We have only to allow for the difference of Egyptian and Mycenaean ways of drawing. There is no doubt whatever that these Keftiu of the Egyptians were Cretans of the Minoan Age. They used to be considered Phoenicians, but this view was long ago exploded. They are not Semites, and that is quite enough. Neither are they Asiatics of any kind.
This was the universal fashion, and the Keftiu are consistently depicted by the XVIIIth Dynasty Egyptians as following it. The faces in the Senmut fresco are not so well portrayed as those in the Rekhmarâ fresco. There it is evident that the first three ambassadors are faithfully depicted, as the portraits are marked. The procession advances from left to right.
Some even date its civilization earlier still, believing the Keftiu, who brought rich gifts to the Pharaohs of the eighteenth and succeeding dynasties, to have been Cilicians.
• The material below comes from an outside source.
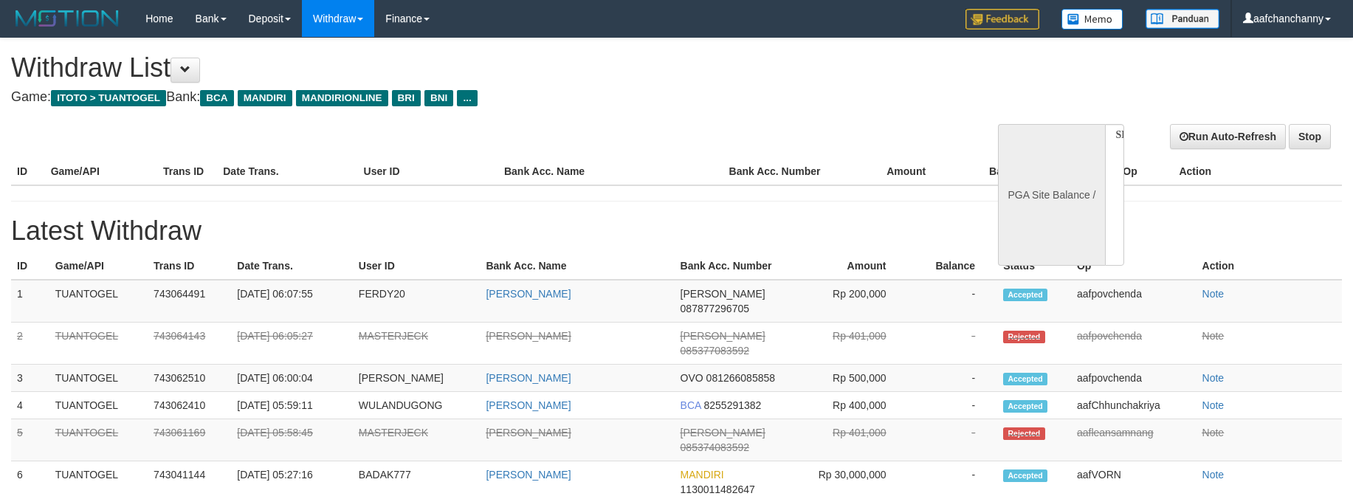 The image size is (1353, 499). I want to click on span: 1130011482647, so click(717, 489).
The fact that two of the Keftiu envoys in the Rekh-ma-ra frescoes carry ingots of copper of the same shape as those found by Dr. Halbherr at Hagia Triada suggests that Crete may have exported copper to Egypt in the time of Tahutmes III. as Cyprus exported it in large quantities in that of Amenhotep III.
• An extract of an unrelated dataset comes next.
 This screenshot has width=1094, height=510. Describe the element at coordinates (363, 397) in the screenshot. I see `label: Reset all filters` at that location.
Rekh-ma-ra, in whose tomb are the other notable pictures of the Keftiu, was also a great figure in Egyptian history in the next reign. He was Vizier to Tahutmes III., the conquering Pharaoh of the Eighteenth Dynasty. The pictures on the walls of his tomb are, at least in some cases, evidently more than mere racial studies; they are careful portraits.
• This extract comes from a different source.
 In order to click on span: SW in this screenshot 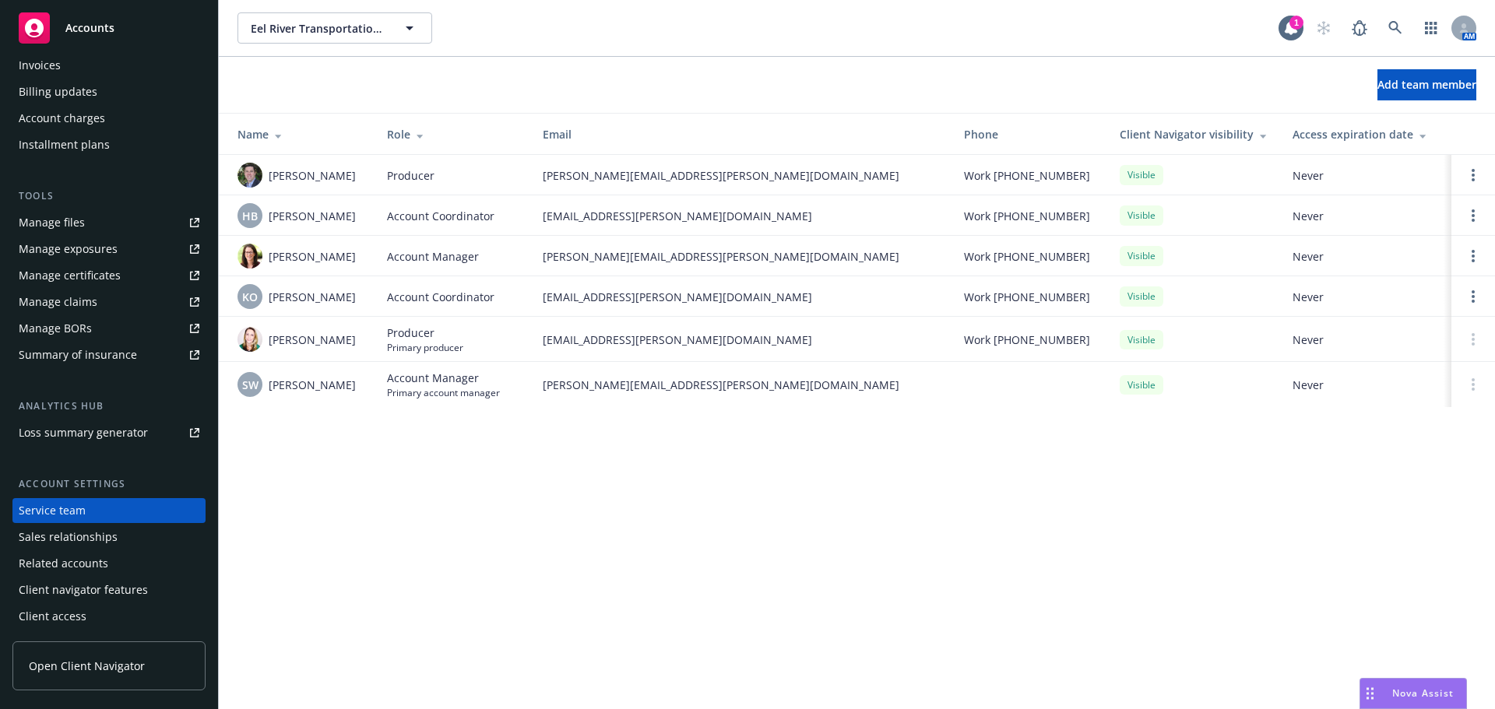, I will do `click(250, 385)`.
Among the races who are most prominent in the Egyptian records of the period are the Keftiu, who are frequently represented in the paintings of the time, and always with the same characteristic features, the same dress and bearing, the same products of commerce and art. Who, then, were the Keftiu?
Meanwhile they could beguile the time by watching the ever-changing picture in front of them, where gay courtier figures, with gold and jewels on neck and arm, mingled with grave citizens of substance from the town, or gathered round some Egyptian visitor, newly arrived on board one of the Keftiu ships, to discuss some matter of trade a clean-cut and austere-looking figure, in his garb of pure white linen, beside the more gaudily clothed Minoans.
In this period we come for the first time into a sphere where there is practically an absolute certainty in dating; for now we have the Keftiu appearing in the tomb frescoes of the Eighteenth Dynasty at Thebes, with their vessels of characteristic Minoan type, and their purely Minoan style of dress and general appearance.
But with the XIXth Dynasty the name of the Keftiu disappears from Egyptian records, and their place is taken by a congeries of warring seafaring tribes, whose names as given by the Egyptians seem to be forms of tribal and place names well known to us in the Greece of later days. Prof.